Who This Helps
You're a product manager drowning in ideas. Every week, your team pitches a new test: a different offer, a new creative angle, a landing page tweak. But you can't run them all. You need a way to pick the one experiment that will teach you the most and move your metric.
That's exactly what the Channel Basics: Offers & Creative course helps you do. It turns vague marketing ideas into clear offers, strong creative angles, and simple measurement you can run weekly.
Mini Case
Meet Sofia, a product manager at a SaaS startup. Her team had three experiment ideas:
- Test a "free trial" offer on LinkedIn
- Run a "30% off annual plan" angle on Facebook
- Redesign the landing page to reduce form fields
Sofia used the course's Offer Diagnosis mission to write a one-liner for each idea. Then she applied the Measurement Basics cheat sheet to estimate impact. The "free trial" offer had a 12% higher predicted conversion rate than the others. She prioritized that experiment. In 7 days, the team ran the test, got clear results, and learned that free trial users converted to paid at 3x the rate of control.
Do This Now (5 Steps)
- List your top 3 experiment ideas. Write each as a one-sentence offer with the audience. Use the Offer Diagnosis mission from the course.
- Score each idea on two things: potential impact (1-10) and ease of execution (1-10). Impact means how much it moves your key metric. Ease means how fast you can run it.
- Multiply impact by ease. The highest score is your next experiment. This is your prioritization number.
- Define one clear metric and one guardrail. For example: "Increase trial sign-ups by 15% without dropping activation rate below 40%." The Measurement Basics mission gives you a cheat sheet for this.
- Set a 7-day test window. Run the experiment, collect data, and review. If the metric moves, keep the change. If not, move to the next idea on your list.
Avoid These Traps
- Don't run three experiments at once. You won't know what caused the result. Pick one.
- Don't pick the easiest experiment. Ease matters, but impact is king. A 30% lift is better than a 5% lift.
- Don't skip the guardrail. A metric can go up while a hidden problem grows. Always set a guardrail.
- Don't change the offer mid-test. Stick to your one-liner for the full 7 days.
- Don't ignore the landing page. If your offer is great but the page is broken, you'll get zero results. Use the Landing Page Fit Check mission.
Your Win by Friday
By Friday, you'll have one experiment picked, one metric defined, and one 7-day test running. You'll stop debating and start learning. That's the feeling of turning product questions into measurable decisions.
And hey, if the experiment flops? You'll still know what not to do next. That's a win too.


YOUR OBJECTIVE —
Retype each entry exactly as written, and keep the pictures out of the copy.

Dataset entries on figures
....

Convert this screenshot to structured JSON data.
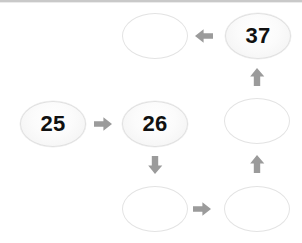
{
  "canvas": {
    "width": 302,
    "height": 243,
    "background": "#ffffff",
    "top_rule_color": "#c9c9c9"
  },
  "style": {
    "node_fill_empty": "#ffffff",
    "node_fill_filled": "#f3f3f3",
    "node_border": "#e3e3e3",
    "node_text_color": "#111111",
    "arrow_color": "#9b9b9b"
  },
  "diagram": {
    "type": "grid-path",
    "columns": 3,
    "rows": 3,
    "nodes": [
      {
        "id": "r0c1",
        "row": 0,
        "col": 1,
        "label": "",
        "filled": false
      },
      {
        "id": "r0c2",
        "row": 0,
        "col": 2,
        "label": "37",
        "filled": true
      },
      {
        "id": "r1c0",
        "row": 1,
        "col": 0,
        "label": "25",
        "filled": true
      },
      {
        "id": "r1c1",
        "row": 1,
        "col": 1,
        "label": "26",
        "filled": true
      },
      {
        "id": "r1c2",
        "row": 1,
        "col": 2,
        "label": "",
        "filled": false
      },
      {
        "id": "r2c1",
        "row": 2,
        "col": 1,
        "label": "",
        "filled": false
      },
      {
        "id": "r2c2",
        "row": 2,
        "col": 2,
        "label": "",
        "filled": false
      }
    ],
    "arrows": [
      {
        "id": "a1",
        "from": "r1c0",
        "to": "r1c1",
        "direction": "right"
      },
      {
        "id": "a2",
        "from": "r1c1",
        "to": "r2c1",
        "direction": "down"
      },
      {
        "id": "a3",
        "from": "r2c1",
        "to": "r2c2",
        "direction": "right"
      },
      {
        "id": "a4",
        "from": "r2c2",
        "to": "r1c2",
        "direction": "up"
      },
      {
        "id": "a5",
        "from": "r1c2",
        "to": "r0c2",
        "direction": "up"
      },
      {
        "id": "a6",
        "from": "r0c2",
        "to": "r0c1",
        "direction": "left"
      }
    ]
  }
}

....

RESPONSE FOR THIS EXERCISE —
Convert this screenshot to structured JSON data.
{
  "canvas": {
    "width": 302,
    "height": 243,
    "background": "#ffffff",
    "top_rule_color": "#c9c9c9"
  },
  "style": {
    "node_fill_empty": "#ffffff",
    "node_fill_filled": "#f3f3f3",
    "node_border": "#e3e3e3",
    "node_text_color": "#111111",
    "arrow_color": "#9b9b9b"
  },
  "diagram": {
    "type": "grid-path",
    "columns": 3,
    "rows": 3,
    "nodes": [
      {
        "id": "r0c1",
        "row": 0,
        "col": 1,
        "label": "",
        "filled": false
      },
      {
        "id": "r0c2",
        "row": 0,
        "col": 2,
        "label": "37",
        "filled": true
      },
      {
        "id": "r1c0",
        "row": 1,
        "col": 0,
        "label": "25",
        "filled": true
      },
      {
        "id": "r1c1",
        "row": 1,
        "col": 1,
        "label": "26",
        "filled": true
      },
      {
        "id": "r1c2",
        "row": 1,
        "col": 2,
        "label": "",
        "filled": false
      },
      {
        "id": "r2c1",
        "row": 2,
        "col": 1,
        "label": "",
        "filled": false
      },
      {
        "id": "r2c2",
        "row": 2,
        "col": 2,
        "label": "",
        "filled": false
      }
    ],
    "arrows": [
      {
        "id": "a1",
        "from": "r1c0",
        "to": "r1c1",
        "direction": "right"
      },
      {
        "id": "a2",
        "from": "r1c1",
        "to": "r2c1",
        "direction": "down"
      },
      {
        "id": "a3",
        "from": "r2c1",
        "to": "r2c2",
        "direction": "right"
      },
      {
        "id": "a4",
        "from": "r2c2",
        "to": "r1c2",
        "direction": "up"
      },
      {
        "id": "a5",
        "from": "r1c2",
        "to": "r0c2",
        "direction": "up"
      },
      {
        "id": "a6",
        "from": "r0c2",
        "to": "r0c1",
        "direction": "left"
      }
    ]
  }
}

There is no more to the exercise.